Apparently, today’s motto.

  1. US Bank has opened a waitlist for its annoyingly named Smartly Visa credit card. The card’s earning structure is 2%-4% cash back depending on your balance in an equally annoyingly named Smartly Savings account; you’ll need to keep $100,000 parked there for 4% earning.

    The annual fee is currently unspecified. (Thanks to LiftBroski)
  2. Southwest has a fast-track promotion to earn a two month Companion Pass. The requirements are:

    – Book two one-ways or one round-trip by tomorrow night
    – Fly both legs by November 20
    Both legs must be paid flights, and existing bookings don’t count

    The promotional companion pass is valid between January 6 and March 6, 2025.
  3. Rakuten in-store offers has 1% back or 1 Membership Reward per dollar spent at Giant Food stores.

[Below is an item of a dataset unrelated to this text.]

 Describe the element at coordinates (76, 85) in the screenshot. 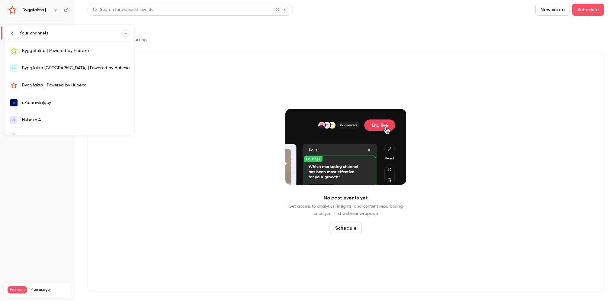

As usual, once you use the promotion you’ve got to re-add it to your account after an hour, though any purchases in the first hour after use will continue to track.

    Apropos of nothing: Giant Food stores sell gift cards.
  4. AirFrance and KLM’s FlyingBlue program released its September promotional rewards. North American cities include Phoenix, Las Vegas, Washington DC, New York, Montreal, and Ottawa.
  5. Breeze Airways has 50% off of base fares with promo code BIGDEAL for travel between September 18 and May 13, 2025 booked by tomorrow night.

    What they’re not telling you is that the big deal isn’t as big as you’d think because they blocked out lots of days from the promotion, so don’t listen when they say “I’m kind of a big deal”. In fact, that’s just good general life advice. (Thanks to FM)

Happy Wednesday!

Sioux City takes a swing and a miss at Lubbock.

  1. Clear has an offer for a $75 Uber voucher with a new membership, using the same promo code as in August, BETTERTRAVEL75 through September 6.

    This remains one of the best ways to cash out AmEx Clear credits, especially because you don’t need to show up in airport to validate anything.
  2. Rakuten In-Store has:

    – 4% or 4x back on Lowes purchases
    – 1% or 1x back on Food Lion purchases

    Both offers are good for 75 days after adding, and have to be re-added to your account one hour after purchase, and both stores sell open loop gift cards too.
  3. Publix stores have $10 off of $150 or more in Visa or Mastercard gift cards through Saturday, limit one per transaction, and you must clip the digital coupon.

    These are Pathward gift cards.
  4. American Express Membership Rewards has a 30% transfer bonus to Hilton Honors points through September 30, making the transfer ratio 1:2.6. Note that you’ve got to login to see the transfer bonus.

    If we value Honors points at 0.5 cents each, then, since America Loves Math™, value = 2.6 * 0.5 = 1.3 cents per Membership Reward. It’s pretty big I guess.
  5. American Express Membership Rewards also has a 30% transfer bonus to British Airways, Ibera, and Aer Lingus Avios through September 30.
  6. Thirteen Star Alliance airlines have a status match for SAS Eurobonus elite members, which may or may not work with matched status from last week.

    Star Gold is a sweet spot for elite status, since it gives access to United Clubs even when flying domestically, provided the status isn’t from United. (Thanks to Connor)

How is E.T. like today’s post, asked no-one?